To test the effectiveness of MLC, Lake, co-director of NYU’s Minds, Brains, and Machines Initiative, and Marco Baroni, a researcher at the Catalan Institute for Research and Advanced Studies and professor at the Department of Translation and Language Sciences of Pompeu Fabra University, conducted a series of experiments with human participants that were identical to the tasks performed by MLC.
In addition, rather than learn the meaning of actual words—terms humans would already know—they also had to learn the meaning of nonsensical terms (e.g., “zup” and “dax”) as defined by the researchers and know how to apply them in different ways.
MLC performed as well as the human participants—and, in some cases, better than its human counterparts.
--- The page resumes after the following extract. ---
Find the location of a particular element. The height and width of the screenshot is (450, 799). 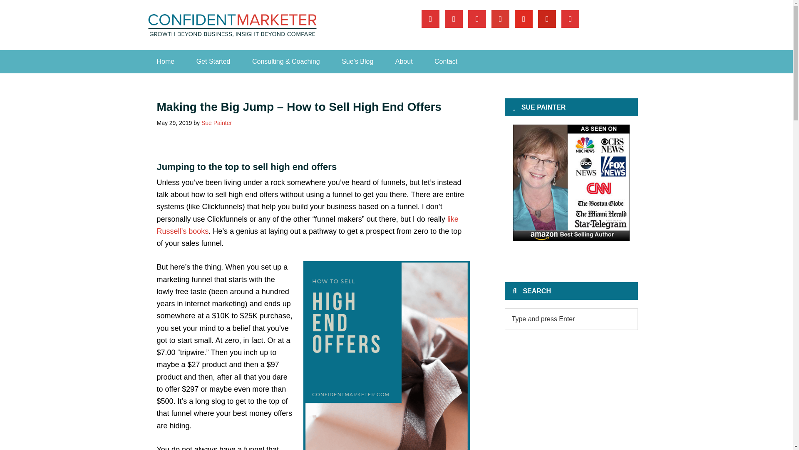

youtube is located at coordinates (524, 18).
MLC and people also outperformed ChatGPT and GPT-4, which despite its striking general abilities, showed difficulties with this learning task.
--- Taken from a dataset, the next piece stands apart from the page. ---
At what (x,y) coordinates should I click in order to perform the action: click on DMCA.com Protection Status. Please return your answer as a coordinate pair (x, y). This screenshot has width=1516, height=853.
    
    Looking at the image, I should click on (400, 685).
“Large language models such as ChatGPT still struggle with compositional generalization, though they have gotten better in recent years,” observes Baroni, a member of Pompeu Fabra University’s Computational Linguistics and Linguistic Theory research group.
“But we think that MLC can further improve the compositional skills of large language models.”
About this artificial intelligence research news
Author: James Devitt
Source: NYU
Contact: James Devitt – NYU
Image: The image is credited to Neuroscience News
Original Research: Open access.
“Human-like systematic generalization through a meta-learning neural network” by Brenden Lake et al. Nature
Abstract
Human-like systematic generalization through a meta-learning neural network
The power of human language and thought arises from systematic compositionality—the algebraic ability to understand and produce novel combinations from known components.
Fodor and Pylyshyn famously argued that artificial neural networks lack this capacity and are therefore not viable models of the mind. Neural networks have advanced considerably in the years since, yet the systematicity challenge persists.
Here we successfully address Fodor and Pylyshyn’s challenge by providing evidence that neural networks can achieve human-like systematicity when optimized for their compositional skills.
To do so, we introduce the meta-learning for compositionality (MLC) approach for guiding training through a dynamic stream of compositional tasks. To compare humans and machines, we conducted human behavioural experiments using an instruction learning paradigm.
After considering seven different models, we found that, in contrast to perfectly systematic but rigid probabilistic symbolic models, and perfectly flexible but unsystematic neural networks, only MLC achieves both the systematicity and flexibility needed for human-like generalization. MLC also advances the compositional skills of machine learning systems in several systematic generalization benchmarks.
Our results show how a standard neural network architecture, optimized for its compositional skills, can mimic human systematic generalization in a head-to-head comparison.